Strong Brand Strong Business

Your Website Is No Longer the Centre of Your eCommerce Strategy

The Universal Commerce Protocol signals the move from destination websites to distributed, AI-mediated commerce — reshaping discovery, conversion, and market eligibility.

For the last decade plus, the eCommerce playbook was fairly stable. You built a website, you drove traffic to it, and you optimised conversion for humans.

Shopify’s Winter ’26 release — and the introduction of the Universal Commerce Protocol (UCP) — is bringing that era to a close. We’re going through a structural shift in how commerce operates, affecting both how customers discover products and how value is captured.

This article looks at what’s changing underneath the surface — and why it matters commercially, not just technically.


We’re going from “websites” to “distributed commerce”

Historically, your website was the centre of gravity. Having a DTC site was the goal, because that’s where you captured most value. The UCP (co-developed by Shopify and Google in January 2026) fundamentally decentralises this concept.

Through the UCP, Shopify is making a strategic pivot. It’s moving from hosting storefronts to enabling data liquidity. This is the ease with which data can be used for its intended purpose, without extra prep.

You need to understand that your products are no longer just pages. Instead they are becoming “portable” entities that can be discovered, compared, and purchased across AI assistants and marketplaces — even without a customer ever landing on your site.

“UCP establishes a common language for AI agents to connect and transact with any merchant... moving commerce to agents at scale.” (Shopify News, Jan 2026).


The logic layer (Shopify’s Standard Product Taxonomy)

Product portability is powered by the Standard Product Taxonomy (SPT). Think of this as the interoperability layer. In the past, data was “trapped” in your custom text descriptions. In 2026, Shopify’s taxonomy acts as the translator that turns your inventory into a machine-readable “Universal Schema” (HulkApps, Jan 2026).

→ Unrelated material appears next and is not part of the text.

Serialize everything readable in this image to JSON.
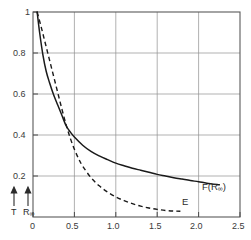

When you map products to the SPT, you are essentially “tagging” your assets for the global economy. This is what allows trained AI systems to include you confidently in a purchase-ready recommendation, rather than guessing and moving on.

When a UK consumer asks an AI agent to, “Find me a sustainable winter coat for a London commute,” the agent doesn’t read your site. It “queries” your taxonomy to perform a suitability audit within seconds.

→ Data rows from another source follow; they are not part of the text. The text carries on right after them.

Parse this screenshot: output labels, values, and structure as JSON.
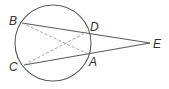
{
  "diagram": {
    "type": "circle with two secants from external point",
    "labels": {
      "B": "B",
      "D": "D",
      "E": "E",
      "C": "C",
      "A": "A"
    },
    "segments_solid": [
      "B-E",
      "C-E"
    ],
    "segments_dashed": [
      "B-A",
      "C-D"
    ],
    "colors": {
      "line": "#5a5a5a",
      "dashed": "#9a9a9a",
      "text": "#333333"
    }
  }
}
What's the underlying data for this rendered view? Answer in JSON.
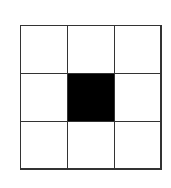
{
  "diagram": {
    "type": "grid",
    "rows": 3,
    "cols": 3,
    "cells": [
      {
        "row": 0,
        "col": 0,
        "filled": false
      },
      {
        "row": 0,
        "col": 1,
        "filled": false
      },
      {
        "row": 0,
        "col": 2,
        "filled": false
      },
      {
        "row": 1,
        "col": 0,
        "filled": false
      },
      {
        "row": 1,
        "col": 1,
        "filled": true
      },
      {
        "row": 1,
        "col": 2,
        "filled": false
      },
      {
        "row": 2,
        "col": 0,
        "filled": false
      },
      {
        "row": 2,
        "col": 1,
        "filled": false
      },
      {
        "row": 2,
        "col": 2,
        "filled": false
      }
    ],
    "colors": {
      "line": "#333333",
      "filled": "#000000",
      "empty": "#ffffff"
    }
  }
}
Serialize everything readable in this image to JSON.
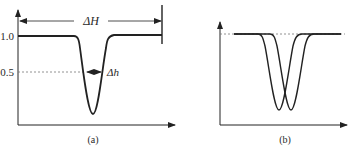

If your data is messy, AI can query it and guess that a jacket is for winter. But it can’t verify the fact. As such, it will almost always deprioritise or exclude it in a purchase-ready recommendation because it cannot fulfil the "verification" step of the new funnel.

By comparison, when data is structured via the Universal Commerce Protocol, the agent isn't just "reading" words — it’s "querying" a verified attribute. It moves from "I think this is a winter coat" to, "the merchant officially declares this as thermal grade: 5."


The collapse of the funnel & the rise of the zero-latency settlement

We are seeing the collapse of the traditional marketing funnel. The path from discovery to purchase is happening in a single conversational interaction.

  • Traditional funnel: Discovery → Click → Landing Page → Cart → Checkout.

  • Agentic experience: Intent → Verification → Settlement.

Through the Embedded Checkout Protocol, AI agents (operating within and across Gemini, ChatGPT, and Copilot) can handle the logic that previously caused friction. In a standard eCommerce transaction this might include UK VAT calculation, Royal Mail shipping availability, and loyalty point application (Fudge.ai, Jan 2026).

This is why your DTC store is no longer just your website. It is an organised data repository with visual elements for humans, and coded elements for agents.

In practice, this shows up as lower dependency on paid traffic, faster conversion cycles, and fewer points of friction between intent and revenue.


The key takeaway is that this is about eligibility, not optimisation.

Getting your data in order is less about best-practice hygiene, and more about market eligibility. With 64% of UK shoppers now likely to use AI to assist with their purchases (PUSH Group UK, Dec 2025), being AI-unfriendly will result in commercial obsolescence.

This is less a technical decision and more a commercial one: how you prepare your systems and partners for a world where machines increasingly sit between you and the customer.


This is the layer I work in, offering eCommerce and fractional GTM leadership. This means helping eCommerce leaders navigate shifts like this without over-indexing on tools or underestimating commercial impact. If this is already showing up in your business — through rising CAC, slower growth, or platform dependency — it’s usually a signal worth paying attention to early.